The Ugliness of London


Recently, I found myself sitting in a pub on a street corner somewhere in central London, hating every second of it. It was there I realised that I despise modern London. I often get told that it is nice to visit for a few days, but I don’t agree. 

Outside of the core metropolitan hub, it’s a dismal place. It’s grimey; everything feels like it is covered in a layer of grease and dirt. The streets are untidy and have a general appearance of being run-down. The incomprehensible graffiti of the aimless youth that defaces shuttered stores barely stands out against the other cluttered shops.

Under the grey sky, if you can even see it, the buildings are close-packed and the crowded streets are condemned to a cloying claustrophobia by the endless gaggle of wayfaring foreigners passing by. 

There is no consistency to it. The cultural detritus from all corners of the world creates a landscape of non-sequiturs. Next to a shop that has existed since the height of empire is a mosque that has been there less than a decade, followed by the shiny, artificial facade of a multinational fast-food chain that was built last year.

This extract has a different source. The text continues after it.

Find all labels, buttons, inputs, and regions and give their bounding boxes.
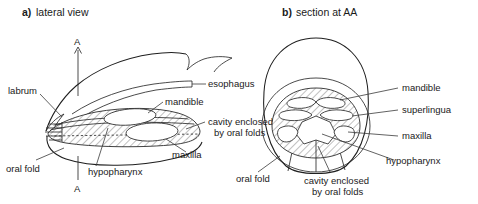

Nobody looks happy at all; the people just seem to exist. They look miserable, and wary of one another. They seem like they’re trapped in purgatory and I feel like I am trapped here with them. Everyone walks briskly by in a sullen, lonesome silence, or gibbering into their earphones in a strange language to someone who could be on the other side of the Earth. Each person is radically different to the last, creating the impression that one has arrived in an open-air asylum in which the inmates all have somewhere very pressing to be but can never quite arrive.

I can’t understand how anyone could be tempted into this waystation of nomadic mercenaries. How can the lure of money be worth sacrificing the comfort of their own homes? Or recognising a familiar face on the way to the shops? Or even just a friendly smile shared with a stranger? 

The atmosphere only grows more suffocating when you see, nestled amongst the steel and glass monstrosities, a fleeting glimpse of the city that once was; the occasional old stone building from the days before diversity was our strength, sticking out like beautiful rebellions against modernism.

The new London’s demented glass and steel designed to be devoid of character, intended to warp one's sense of perception and disrupt his sense of equilibrium. By contrast, the old London is bursting with charm and adorned with life. These relics of a forgotten age serve to remind the wayfarer that once this city was not just a temporary habitation for the workers of the world. 

Once, people lived here. Really lived, I mean. They settled down and raised children, grew old, and had a rooted love of their environment. Families bloomed in the places where imposing black buildings now dominate, delicate architecture brimming with character once stood where the needful masses of the Earth now scurry past. 

The people that once cared for this place are now gone, replaced by the rushing river of impatient strangers. Those that remain huddle around the few remaining outposts of the old world. The character of the buildings has been abolished for efficiency's sake. The city is taking on the inhuman character of a corporate utopia and the denizens seem to have no conception of what has been done to them or why they should even object.

Whenever I am fortunate enough to escape and return to the lush, hedge-lined roads of the Westcountry shires, I am overcome with a sense of relief. To be beneath the boughs of the greenwood and walk amongst the habitual growth of ages feels like a return to home. 

But in the back of my mind I can still feel the looming coldness of London, that ever-devouring beast, expanding outwards towards my home and corrupting the land it touches with its vanity and progress, forever eating up the lives of the people that sustain it until they too can escape to where they feel like they belong. 

I can tell that within my lifetime, London will consume the place that I belong, and I shall be forced to become yet another global nomad, with no peace of mind because I have nowhere to call home.